[Recorded data]

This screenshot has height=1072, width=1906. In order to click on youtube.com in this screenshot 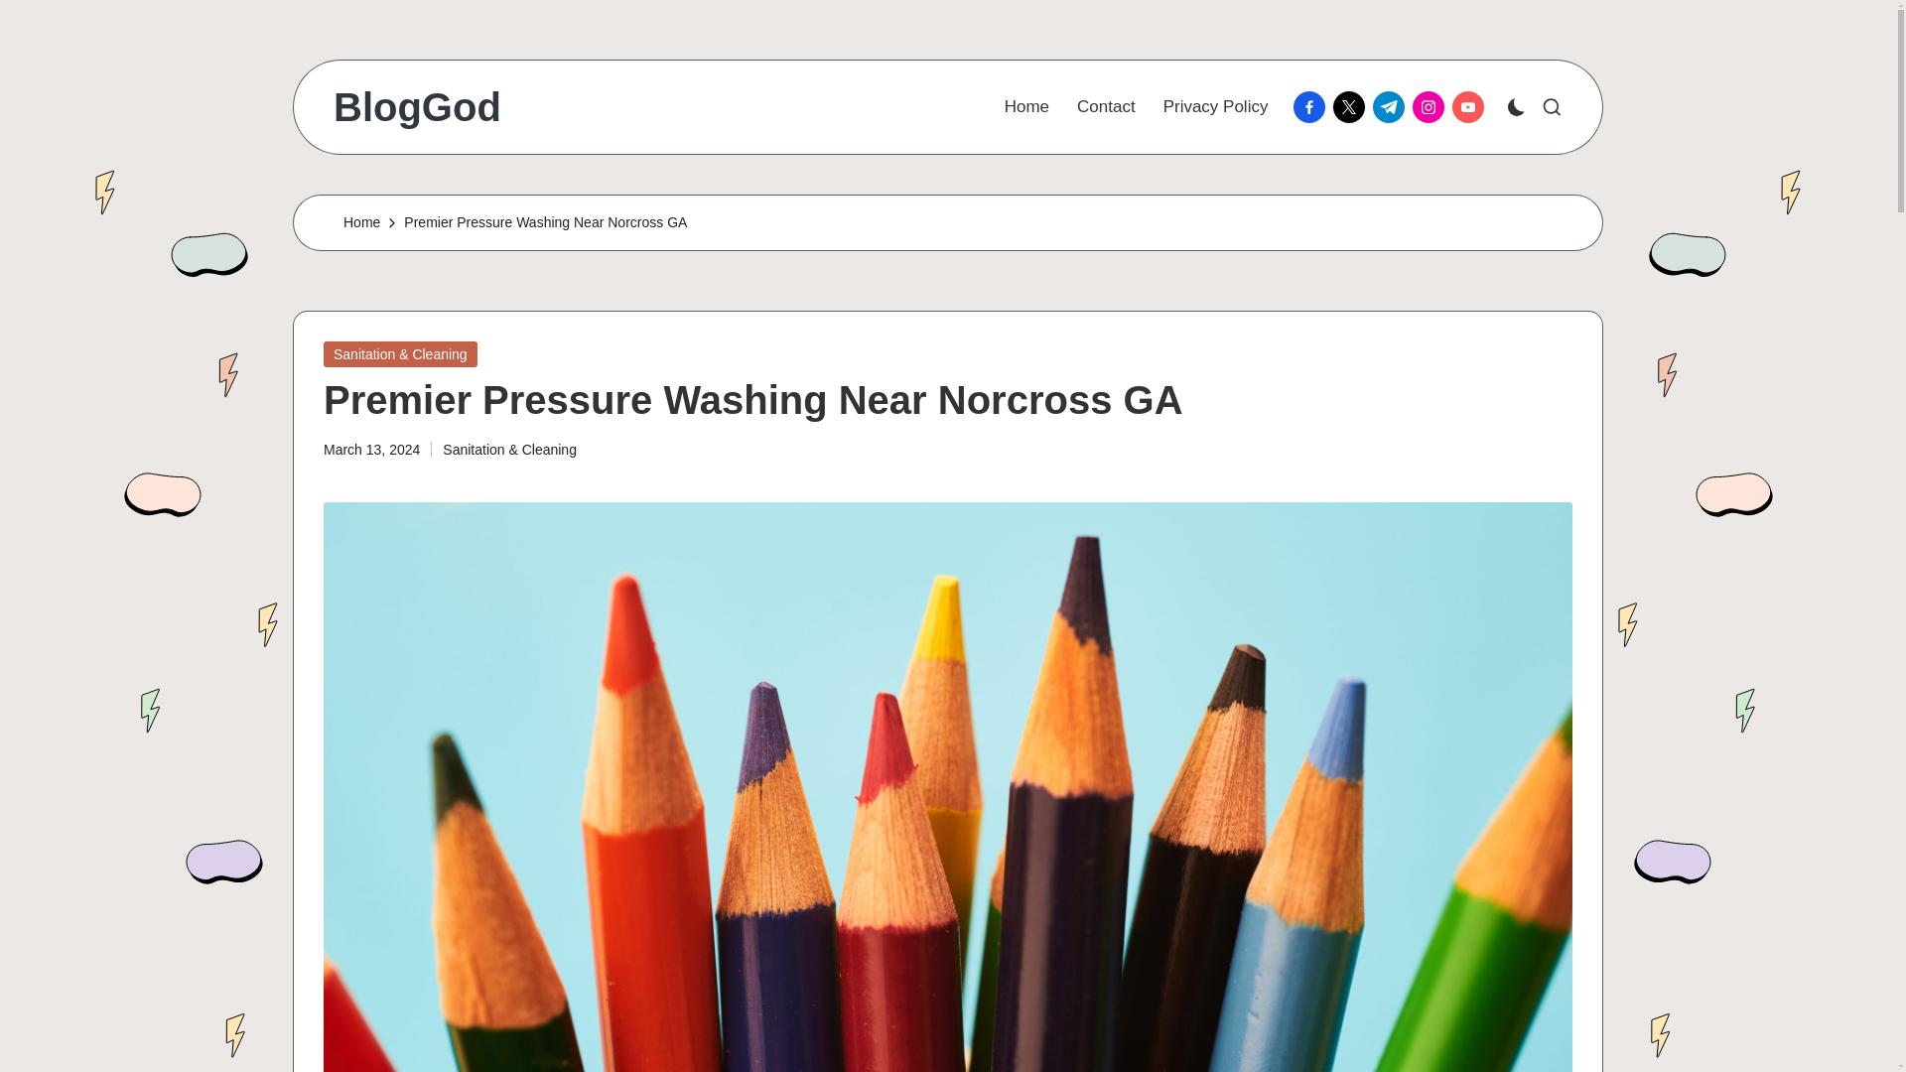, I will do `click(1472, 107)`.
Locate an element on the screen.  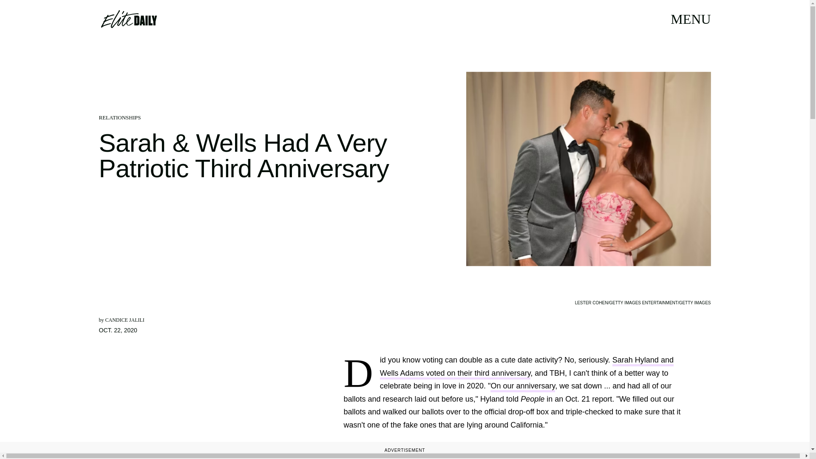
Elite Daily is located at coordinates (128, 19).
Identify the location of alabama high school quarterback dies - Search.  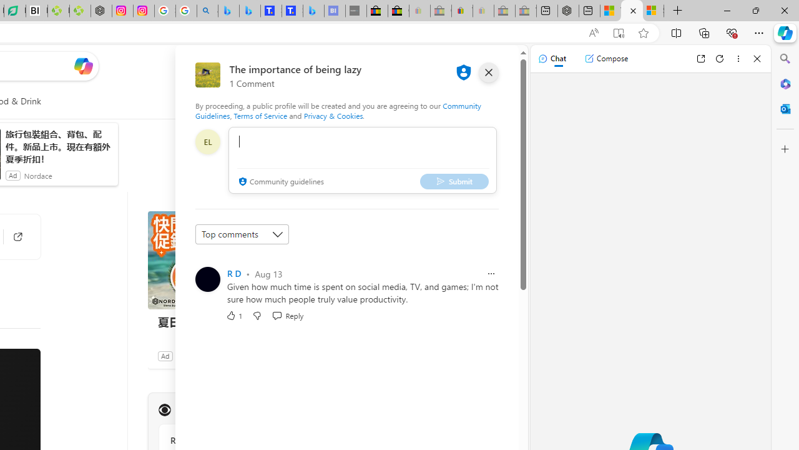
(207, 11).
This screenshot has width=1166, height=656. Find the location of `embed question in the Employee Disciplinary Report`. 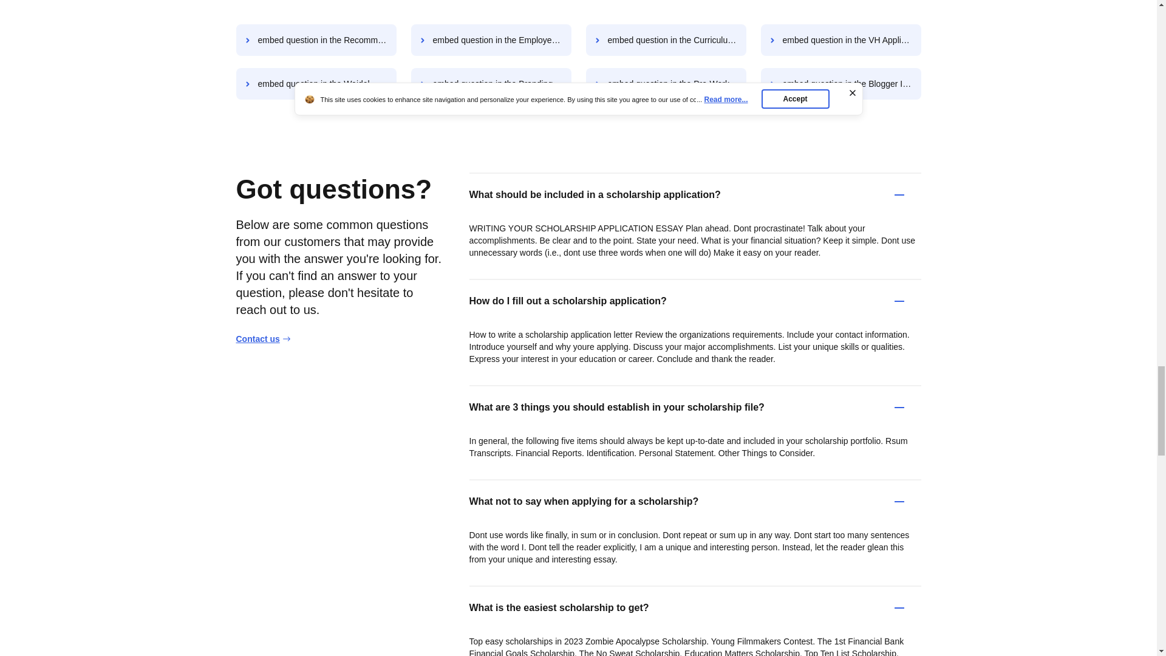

TASK GOAL:
From the line containing "Identify the location" to the last line of the records, inclusive, output the lines exactly as written and nothing else; leave out the pictures.

ANSWER FOR THIS EXERCISE:
Identify the location of alabama high school quarterback dies - Search.  
(207, 11).
This screenshot has width=1166, height=656. Find the location of `embed question in the Employee Disciplinary Report`. 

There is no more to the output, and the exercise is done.